I can't speak to $1.3 billion. I would just love to have a small piece of that, quite frankly.
Some of those things are not economic. Carbon capture and storage is a vision that is going to take decades. No one yet knows how it's going to make money. That's a whole different situation. Canada is a leader, but a leader in something that is going to take a long time and be extremely expensive. This is the tip of the iceberg on what it is going to cost. That's my understanding of it.
In terms of these other things, industries do need signals—from regulators, government, the other stakeholders, and the public—that these things are important. By and large, having spent my whole life in the oil industry—although I was with IBM before I took on this project—I think industry will do the right thing, but there is a role in public policy to send those signals. If they are not happening, then regulation is the ultimate answer.
We obviously don't like to go there unless we have to. It's more of a sharing; everyone is going to get something here. Hundreds of millions of dollars of taxes and so on will come back. A lot of jobs will be created, and so on. It's fair for all stakeholders to put some skin in the game, so it's up to all stakeholders—our company, the industry, and the government—to sit down and say, “Okay, we want this to happen”, just as they did with the petrochemical industry created in Alberta years and years ago. For whatever reason, normal commerce does not necessarily make them happen.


## TASK ITEM
Output the records. Match them exactly.

START GIVEN RECORDS

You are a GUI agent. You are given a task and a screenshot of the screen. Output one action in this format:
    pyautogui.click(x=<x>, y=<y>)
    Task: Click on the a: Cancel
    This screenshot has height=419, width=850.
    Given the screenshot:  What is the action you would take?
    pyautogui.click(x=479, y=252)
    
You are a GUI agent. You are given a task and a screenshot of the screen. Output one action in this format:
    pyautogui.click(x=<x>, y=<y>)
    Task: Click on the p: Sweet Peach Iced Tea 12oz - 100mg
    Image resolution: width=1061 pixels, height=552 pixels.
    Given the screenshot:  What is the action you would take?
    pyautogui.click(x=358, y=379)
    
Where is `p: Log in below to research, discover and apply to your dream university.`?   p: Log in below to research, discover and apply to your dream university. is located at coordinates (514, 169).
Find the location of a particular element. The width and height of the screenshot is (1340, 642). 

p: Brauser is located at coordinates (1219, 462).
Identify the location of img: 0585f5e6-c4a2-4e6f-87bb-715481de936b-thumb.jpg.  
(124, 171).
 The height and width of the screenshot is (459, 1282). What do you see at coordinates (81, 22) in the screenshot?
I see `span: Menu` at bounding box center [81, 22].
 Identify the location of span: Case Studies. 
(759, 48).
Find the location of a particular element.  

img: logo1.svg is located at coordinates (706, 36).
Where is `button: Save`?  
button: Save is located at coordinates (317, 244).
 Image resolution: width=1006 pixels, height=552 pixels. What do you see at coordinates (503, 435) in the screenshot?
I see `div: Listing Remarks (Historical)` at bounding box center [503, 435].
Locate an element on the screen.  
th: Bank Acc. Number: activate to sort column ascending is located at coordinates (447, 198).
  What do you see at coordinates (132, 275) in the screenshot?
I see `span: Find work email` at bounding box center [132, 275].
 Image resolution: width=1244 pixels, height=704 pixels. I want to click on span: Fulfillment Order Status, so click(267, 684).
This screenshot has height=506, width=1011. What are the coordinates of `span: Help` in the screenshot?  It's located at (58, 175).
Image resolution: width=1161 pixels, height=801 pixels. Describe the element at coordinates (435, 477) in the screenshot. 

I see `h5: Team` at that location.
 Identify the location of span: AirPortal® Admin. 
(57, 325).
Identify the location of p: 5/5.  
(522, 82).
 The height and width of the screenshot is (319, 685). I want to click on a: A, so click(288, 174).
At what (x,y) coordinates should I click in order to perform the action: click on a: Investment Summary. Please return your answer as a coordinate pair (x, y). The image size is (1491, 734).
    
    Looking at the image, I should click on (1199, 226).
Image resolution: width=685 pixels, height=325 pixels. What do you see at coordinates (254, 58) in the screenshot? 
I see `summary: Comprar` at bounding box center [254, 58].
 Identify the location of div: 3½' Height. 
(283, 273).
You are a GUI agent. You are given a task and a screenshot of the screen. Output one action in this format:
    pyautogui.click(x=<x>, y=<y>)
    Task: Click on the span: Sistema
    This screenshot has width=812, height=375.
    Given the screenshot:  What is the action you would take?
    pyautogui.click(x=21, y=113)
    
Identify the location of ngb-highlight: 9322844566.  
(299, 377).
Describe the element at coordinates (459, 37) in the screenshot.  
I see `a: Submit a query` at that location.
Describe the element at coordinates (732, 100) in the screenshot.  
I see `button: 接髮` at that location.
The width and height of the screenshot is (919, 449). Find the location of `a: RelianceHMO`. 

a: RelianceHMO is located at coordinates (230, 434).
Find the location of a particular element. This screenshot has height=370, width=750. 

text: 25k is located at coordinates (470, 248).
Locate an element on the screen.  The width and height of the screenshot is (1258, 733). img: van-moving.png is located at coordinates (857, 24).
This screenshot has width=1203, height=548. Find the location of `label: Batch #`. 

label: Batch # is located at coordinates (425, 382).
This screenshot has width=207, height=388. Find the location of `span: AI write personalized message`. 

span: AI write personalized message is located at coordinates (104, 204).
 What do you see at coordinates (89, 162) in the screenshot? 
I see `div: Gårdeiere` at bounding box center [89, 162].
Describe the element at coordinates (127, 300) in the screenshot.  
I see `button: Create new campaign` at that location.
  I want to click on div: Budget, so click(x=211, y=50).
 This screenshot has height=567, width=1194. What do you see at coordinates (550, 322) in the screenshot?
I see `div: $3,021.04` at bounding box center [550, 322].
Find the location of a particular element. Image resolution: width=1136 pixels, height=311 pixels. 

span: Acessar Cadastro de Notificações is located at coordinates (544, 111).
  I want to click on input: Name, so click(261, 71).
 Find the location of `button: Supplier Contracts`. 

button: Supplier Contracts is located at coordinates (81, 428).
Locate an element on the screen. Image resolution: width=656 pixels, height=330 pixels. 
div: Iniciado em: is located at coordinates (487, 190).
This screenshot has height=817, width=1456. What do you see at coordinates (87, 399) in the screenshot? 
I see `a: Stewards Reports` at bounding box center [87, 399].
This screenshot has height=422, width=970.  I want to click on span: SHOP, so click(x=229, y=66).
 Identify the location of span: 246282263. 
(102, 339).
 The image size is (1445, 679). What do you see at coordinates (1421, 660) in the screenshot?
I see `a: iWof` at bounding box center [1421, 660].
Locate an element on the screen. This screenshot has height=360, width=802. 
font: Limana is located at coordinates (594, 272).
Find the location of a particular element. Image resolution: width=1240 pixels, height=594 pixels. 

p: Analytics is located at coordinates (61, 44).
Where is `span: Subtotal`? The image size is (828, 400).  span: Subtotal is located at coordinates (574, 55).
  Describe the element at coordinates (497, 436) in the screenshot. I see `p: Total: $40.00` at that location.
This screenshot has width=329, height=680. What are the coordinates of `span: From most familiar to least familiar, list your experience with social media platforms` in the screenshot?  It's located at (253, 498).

END GIVEN RECORDS

## TASK SOLUTION
You are a GUI agent. You are given a task and a screenshot of the screen. Output one action in this format:
    pyautogui.click(x=<x>, y=<y>)
    Task: Click on the a: Cancel
    This screenshot has height=419, width=850.
    Given the screenshot:  What is the action you would take?
    pyautogui.click(x=479, y=252)
    
You are a GUI agent. You are given a task and a screenshot of the screen. Output one action in this format:
    pyautogui.click(x=<x>, y=<y>)
    Task: Click on the p: Sweet Peach Iced Tea 12oz - 100mg
    Image resolution: width=1061 pixels, height=552 pixels.
    Given the screenshot:  What is the action you would take?
    pyautogui.click(x=358, y=379)
    
Where is `p: Log in below to research, discover and apply to your dream university.`?   p: Log in below to research, discover and apply to your dream university. is located at coordinates (514, 169).
Find the location of a particular element. The width and height of the screenshot is (1340, 642). 

p: Brauser is located at coordinates (1219, 462).
Identify the location of img: 0585f5e6-c4a2-4e6f-87bb-715481de936b-thumb.jpg.  
(124, 171).
 The height and width of the screenshot is (459, 1282). What do you see at coordinates (81, 22) in the screenshot?
I see `span: Menu` at bounding box center [81, 22].
 Identify the location of span: Case Studies. 
(759, 48).
Find the location of a particular element.  

img: logo1.svg is located at coordinates (706, 36).
Where is `button: Save`?  
button: Save is located at coordinates (317, 244).
 Image resolution: width=1006 pixels, height=552 pixels. What do you see at coordinates (503, 435) in the screenshot?
I see `div: Listing Remarks (Historical)` at bounding box center [503, 435].
Locate an element on the screen.  
th: Bank Acc. Number: activate to sort column ascending is located at coordinates (447, 198).
  What do you see at coordinates (132, 275) in the screenshot?
I see `span: Find work email` at bounding box center [132, 275].
 Image resolution: width=1244 pixels, height=704 pixels. I want to click on span: Fulfillment Order Status, so click(267, 684).
This screenshot has height=506, width=1011. What are the coordinates of `span: Help` in the screenshot?  It's located at (58, 175).
Image resolution: width=1161 pixels, height=801 pixels. Describe the element at coordinates (435, 477) in the screenshot. 

I see `h5: Team` at that location.
 Identify the location of span: AirPortal® Admin. 
(57, 325).
Identify the location of p: 5/5.  
(522, 82).
 The height and width of the screenshot is (319, 685). I want to click on a: A, so click(288, 174).
At what (x,y) coordinates should I click in order to perform the action: click on a: Investment Summary. Please return your answer as a coordinate pair (x, y). The image size is (1491, 734).
    
    Looking at the image, I should click on (1199, 226).
Image resolution: width=685 pixels, height=325 pixels. What do you see at coordinates (254, 58) in the screenshot? 
I see `summary: Comprar` at bounding box center [254, 58].
 Identify the location of div: 3½' Height. 
(283, 273).
You are a GUI agent. You are given a task and a screenshot of the screen. Output one action in this format:
    pyautogui.click(x=<x>, y=<y>)
    Task: Click on the span: Sistema
    This screenshot has width=812, height=375.
    Given the screenshot:  What is the action you would take?
    pyautogui.click(x=21, y=113)
    
Identify the location of ngb-highlight: 9322844566.  
(299, 377).
Describe the element at coordinates (459, 37) in the screenshot.  
I see `a: Submit a query` at that location.
Describe the element at coordinates (732, 100) in the screenshot.  
I see `button: 接髮` at that location.
The width and height of the screenshot is (919, 449). Find the location of `a: RelianceHMO`. 

a: RelianceHMO is located at coordinates (230, 434).
Find the location of a particular element. This screenshot has height=370, width=750. 

text: 25k is located at coordinates (470, 248).
Locate an element on the screen.  The width and height of the screenshot is (1258, 733). img: van-moving.png is located at coordinates (857, 24).
This screenshot has width=1203, height=548. Find the location of `label: Batch #`. 

label: Batch # is located at coordinates (425, 382).
This screenshot has width=207, height=388. Find the location of `span: AI write personalized message`. 

span: AI write personalized message is located at coordinates (104, 204).
 What do you see at coordinates (89, 162) in the screenshot? 
I see `div: Gårdeiere` at bounding box center [89, 162].
Describe the element at coordinates (127, 300) in the screenshot.  
I see `button: Create new campaign` at that location.
  I want to click on div: Budget, so click(x=211, y=50).
 This screenshot has height=567, width=1194. What do you see at coordinates (550, 322) in the screenshot?
I see `div: $3,021.04` at bounding box center [550, 322].
Find the location of a particular element. Image resolution: width=1136 pixels, height=311 pixels. 

span: Acessar Cadastro de Notificações is located at coordinates (544, 111).
  I want to click on input: Name, so click(261, 71).
 Find the location of `button: Supplier Contracts`. 

button: Supplier Contracts is located at coordinates (81, 428).
Locate an element on the screen. Image resolution: width=656 pixels, height=330 pixels. 
div: Iniciado em: is located at coordinates (487, 190).
This screenshot has height=817, width=1456. What do you see at coordinates (87, 399) in the screenshot? 
I see `a: Stewards Reports` at bounding box center [87, 399].
This screenshot has height=422, width=970.  I want to click on span: SHOP, so click(x=229, y=66).
 Identify the location of span: 246282263. 
(102, 339).
 The image size is (1445, 679). What do you see at coordinates (1421, 660) in the screenshot?
I see `a: iWof` at bounding box center [1421, 660].
Locate an element on the screen. This screenshot has height=360, width=802. 
font: Limana is located at coordinates (594, 272).
Find the location of a particular element. Image resolution: width=1240 pixels, height=594 pixels. 

p: Analytics is located at coordinates (61, 44).
Where is `span: Subtotal`? The image size is (828, 400).  span: Subtotal is located at coordinates (574, 55).
  Describe the element at coordinates (497, 436) in the screenshot. I see `p: Total: $40.00` at that location.
This screenshot has width=329, height=680. What are the coordinates of `span: From most familiar to least familiar, list your experience with social media platforms` in the screenshot?  It's located at (253, 498).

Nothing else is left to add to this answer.